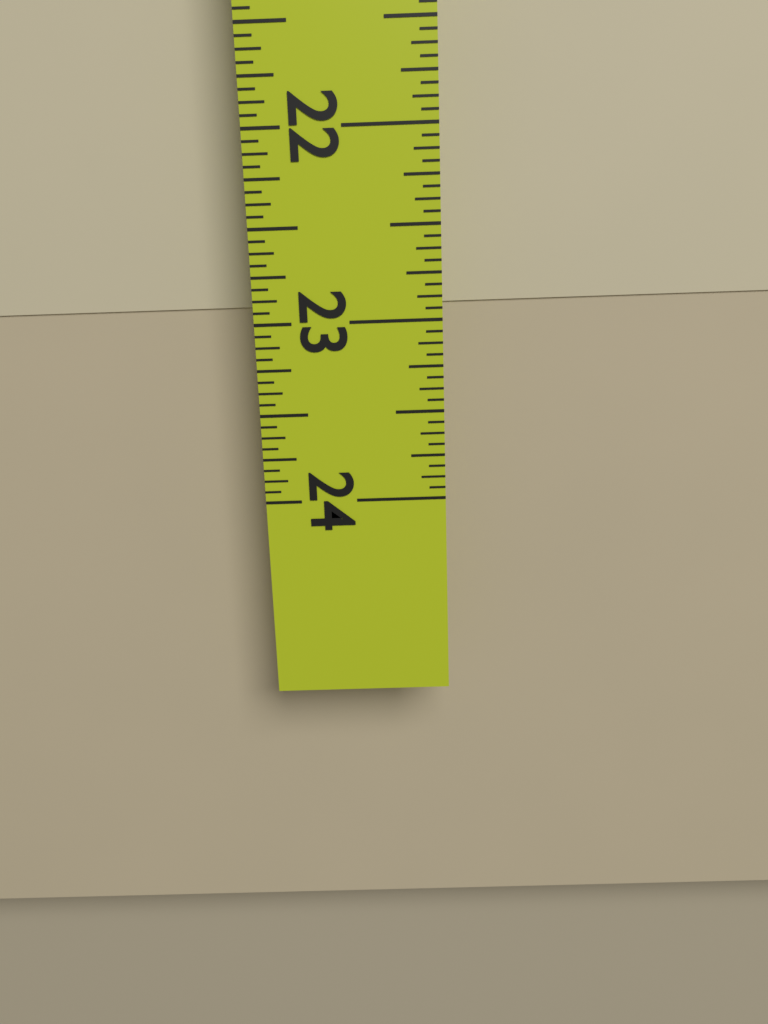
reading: 22.9375 in
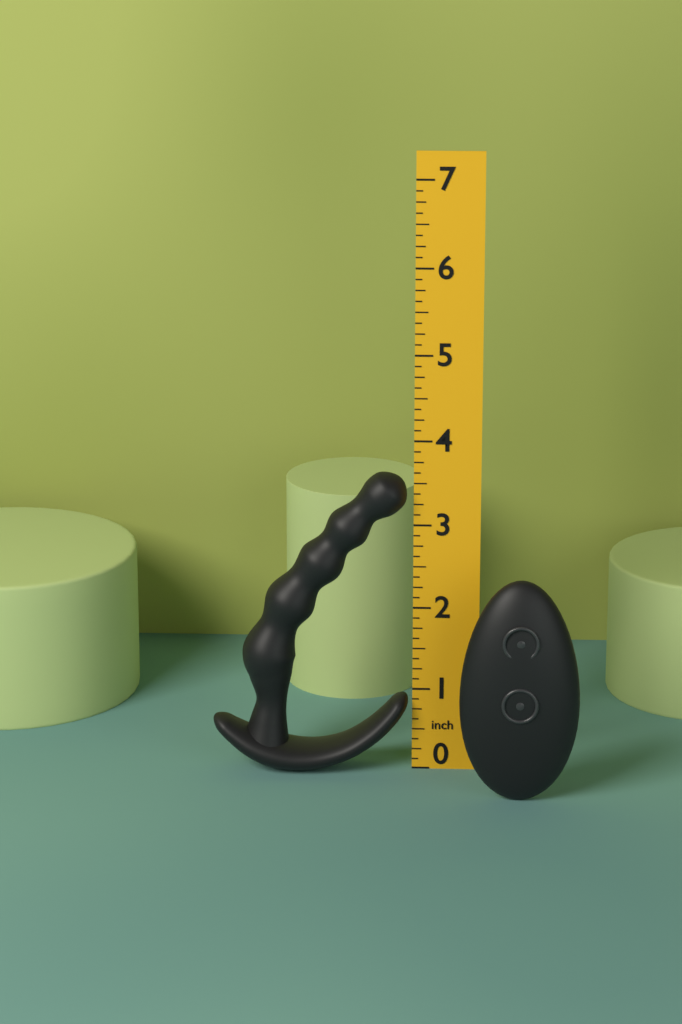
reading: 3.625 in
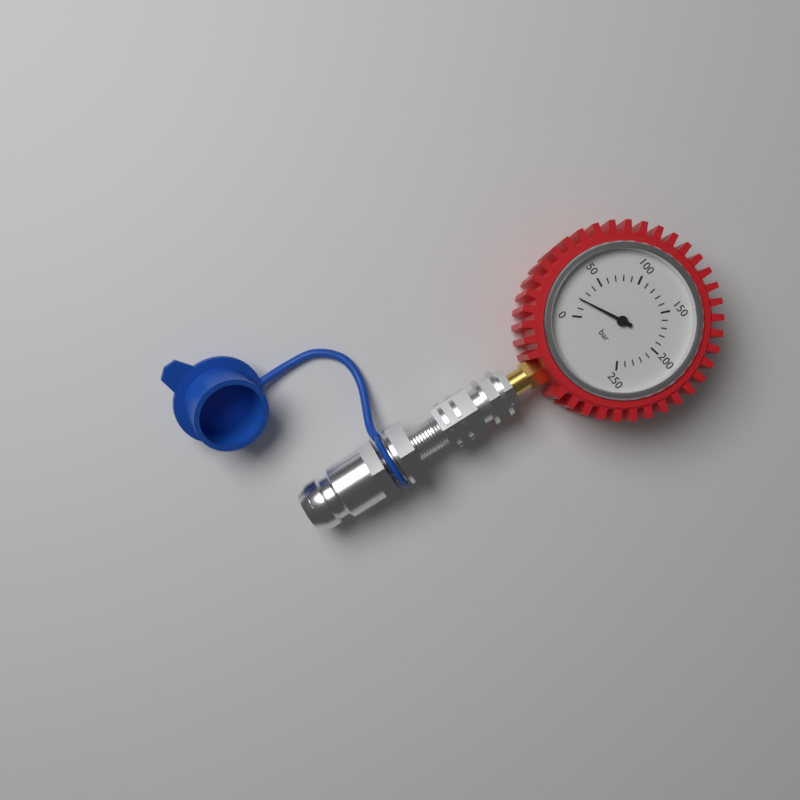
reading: 20 bar
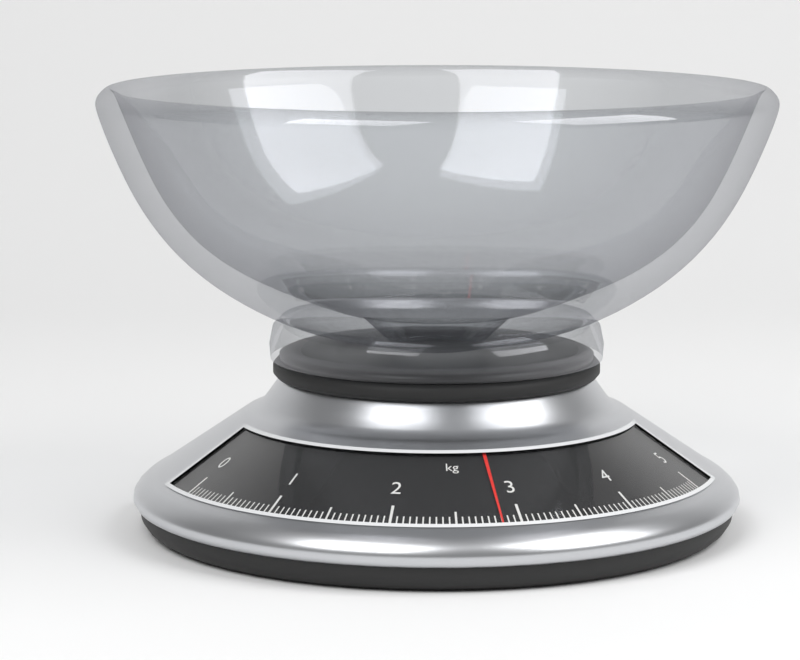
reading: 2.85 kg
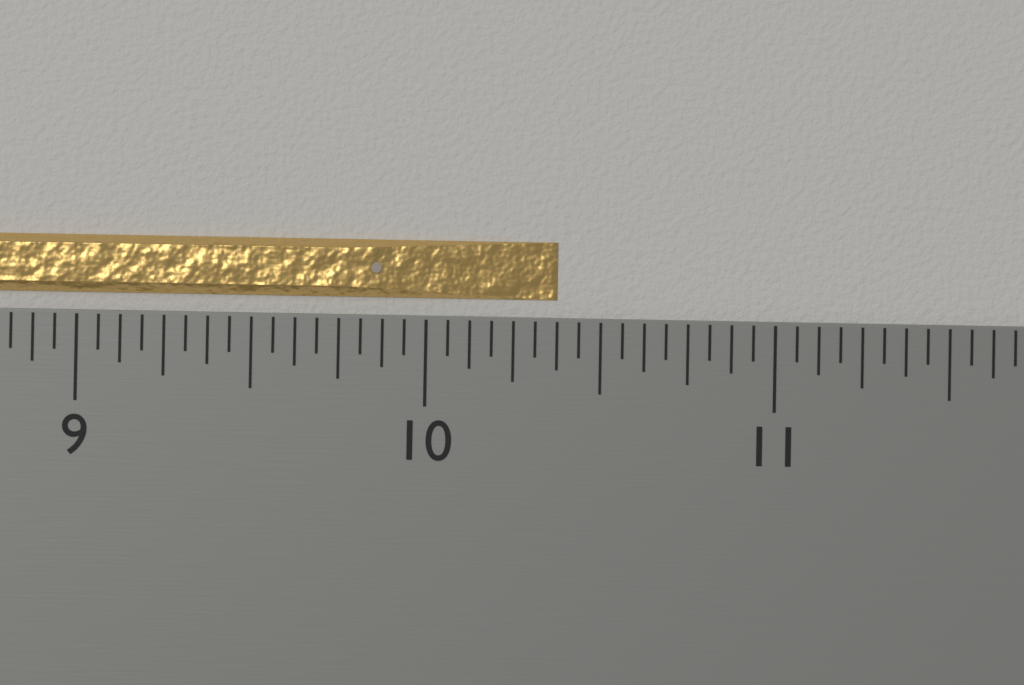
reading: 10.3750 inch
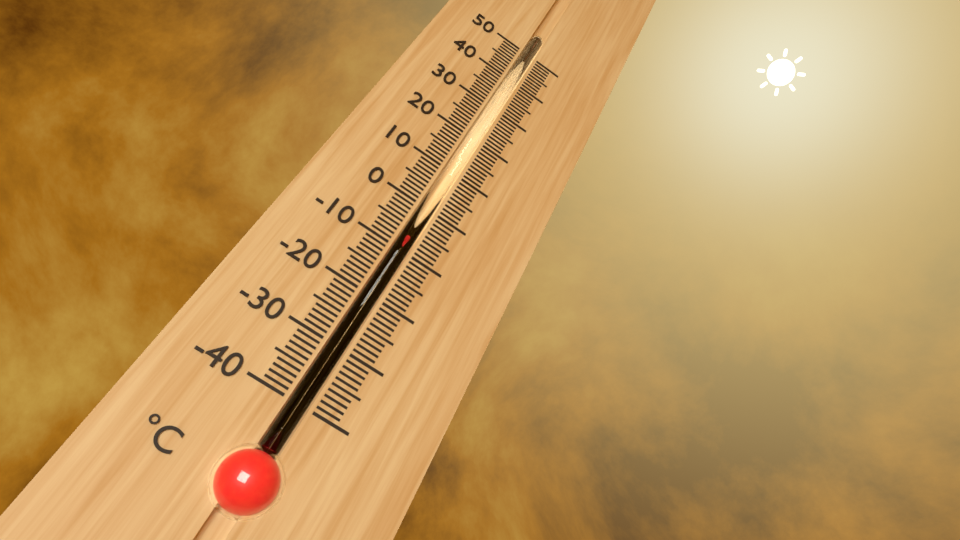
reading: -7 °C
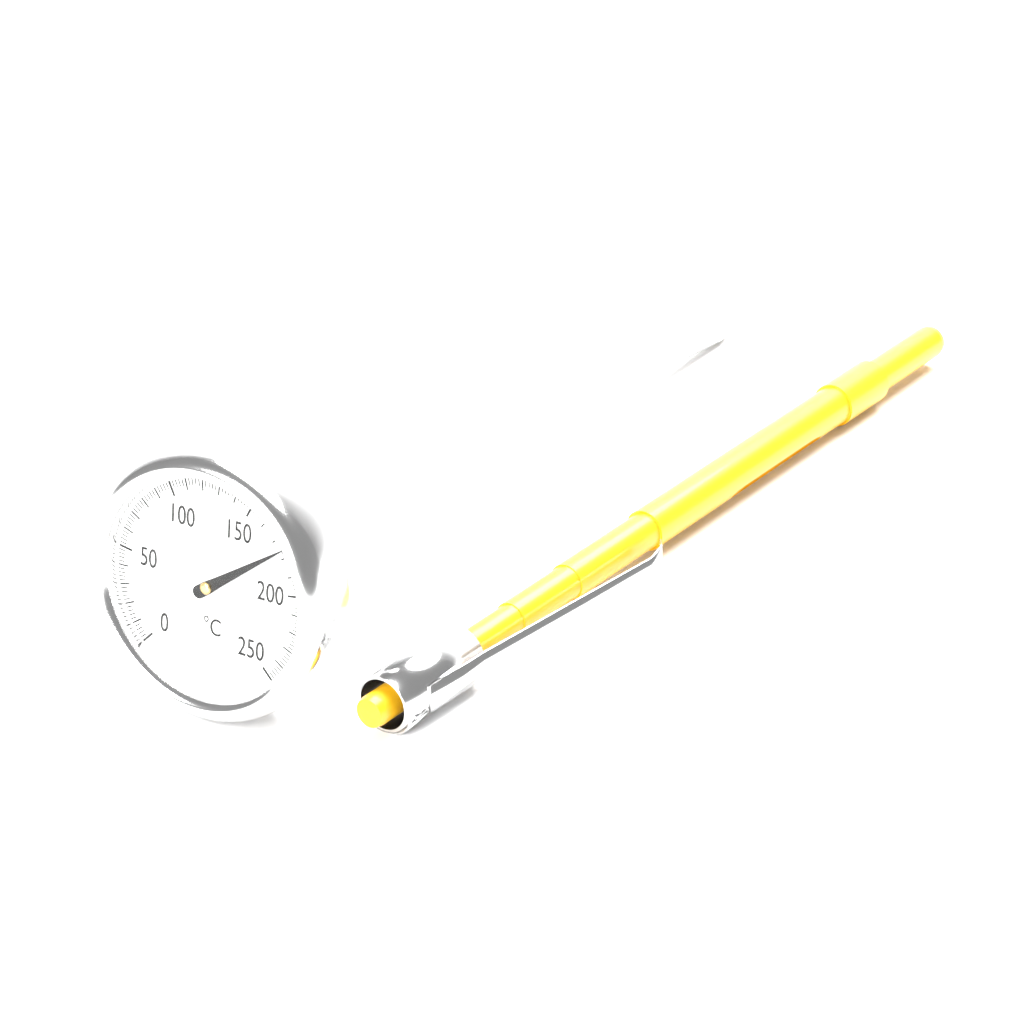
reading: 176 °C
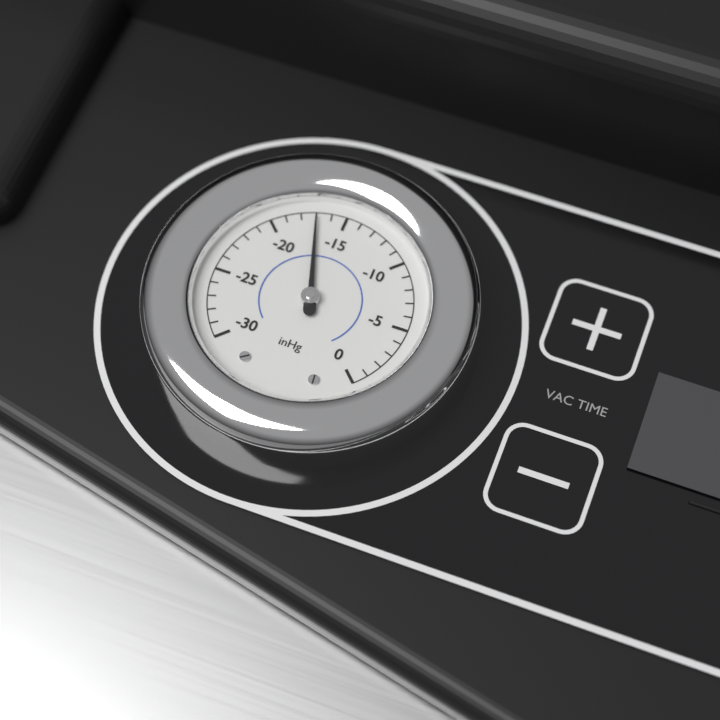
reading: -17 inHg
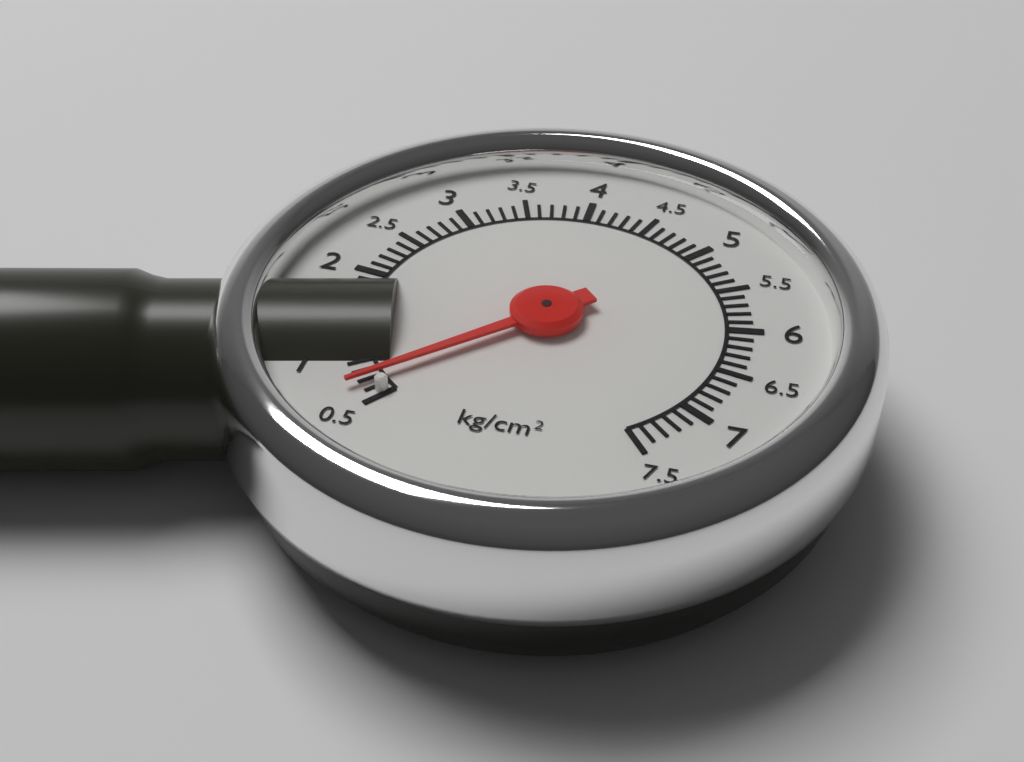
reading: 0.7 kg/cm²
--------------------------------
WORK TO BE COMPLETED.
Write out every line of the listing exactly as written, and leave the pictures out.

SOLUTION.
reading: 22.9375 in
reading: 3.625 in
reading: 20 bar
reading: 2.85 kg
reading: 10.3750 inch
reading: -7 °C
reading: 176 °C
reading: -17 inHg
reading: 0.7 kg/cm²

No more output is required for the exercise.